Hunter took another bite of bread, chewing with maddening slowness, his indigo eyes resting thoughtfully on hers. “Swift, a horrible man? He’s been my good friend for more years than I can count. When I rode with him in battle, I trusted him with my life many times. Have you forgotten all he did for you, Amy?”
“He’s not the same person you knew. Not the same person I knew. He’s a killer. And God only knows what else.”
“And only God should judge him.” He studied her. “It isn’t like you to be unforgiving. Can you condemn Swift for what he’s done? When I looked into his eyes, I didn’t see a killer, just a lonely man who had ridden a long way to find his friends.”
“I don’t want to judge him. I just want to be free of him.”
“The promises you made are between you and Swift. It is not my place to—”
“He was threatening to announce his marriage to me. To drag me off.”
Hunter’s gaze sharpened on hers. “Did he say that, or are those your words, Amy?”
She took another step into the room. “He didn’t have to say it, Hunter. I could tell what he was thinking.”
“It would be better if he found a priest so it would be a marriage for both the
tosi tivos
and the Comanches.”
Amy stared at him, horror growing apace with disbelief. “You’d let him do that?”
Hunter glanced hopefully toward the window, as if he wished Loretta would hurry and get back. He cleared his throat. “It isn’t for me to say.”
Amy advanced on him, fists knotted at her sides, shoulders rigid, so close to losing her temper that she shook. “I’m part of your family. Since the day you rescued me from the comancheros, you’ve always protected me and been my friend. How can you stand there now and—and eat!”
He studied the bread for a moment, then fastened confused eyes on hers. “I’m hungry?”
Amy found it difficult to breathe. She threw an arm toward the door, lungs convulsing, chest heaving. “That man is a killer. You’ve known it for months. Yet you’d let him take me? You’d just stand by and let him carry me off? I’ve just told you he threatened me, and you act as if you don’t even care.”
Hunter slid his gaze to the closed door. “He didn’t pull his gun on you, did he?”
Amy gaped at him. She recognized that gleam in Hunter’s eyes. He found this horrible turn of events amusing.
“If he draws on you, I will kill him,” Hunter added, taking another bite of bread. “If he pulls his knife on you, I will kill him.” He lifted one eyebrow. “But if all he threatens you with is marriage? That’s between you and him, Amy. You shouldn’t have made promises you didn’t intend to keep.”
“It’s been fifteen years!”
“Ah, yes, a very long time. But, fifteen years or a lifetime, betrothal promises are unbreakable. I suppose you could ask Swift to set you free. . . .”

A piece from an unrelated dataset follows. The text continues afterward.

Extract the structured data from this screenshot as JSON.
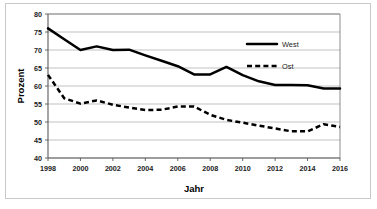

Amy clamped a hand over her heart in a futile attempt to stop its wild pounding. She couldn’t believe this was happening. “He’d never agree to that. You know he wouldn’t.”
“Have you asked?”
“Not in so many words, but he must know how I feel.”
Hunter smiled. “I think you’re doing a lot of Swift’s talking for him, instead of giving him a chance to speak for himself. How do you know he’d refuse you if you went to him and calmly asked to be released from your promises?”
“Beg him, you mean.”
“Whatever it takes, eh?”
Amy swept past him toward the back door. “I can see where your sympathies lie. Well, we’ll just see how you feel once I talk to Loretta. This is supposed to be a household where the Comanche and
tosi
beliefs are blended. It seems to me you’re leaning mighty heavily one way.”
Amy found Loretta just as she was stepping out of the smokehouse, golden curls escaping the braided coronet atop her head. Latching the door, Loretta noted the high color on Amy’s cheeks and frowned. “Amy, love, surely it can’t be as bad as that.”
Amy clutched her collar, swallowing rising panic. She could count on Loretta. She only had to explain what was happening, and her cousin would march inside, give Hunter a tongue-lashing, and settle this matter with all speed. The problem was that Amy couldn’t gather her thoughts to put them into words.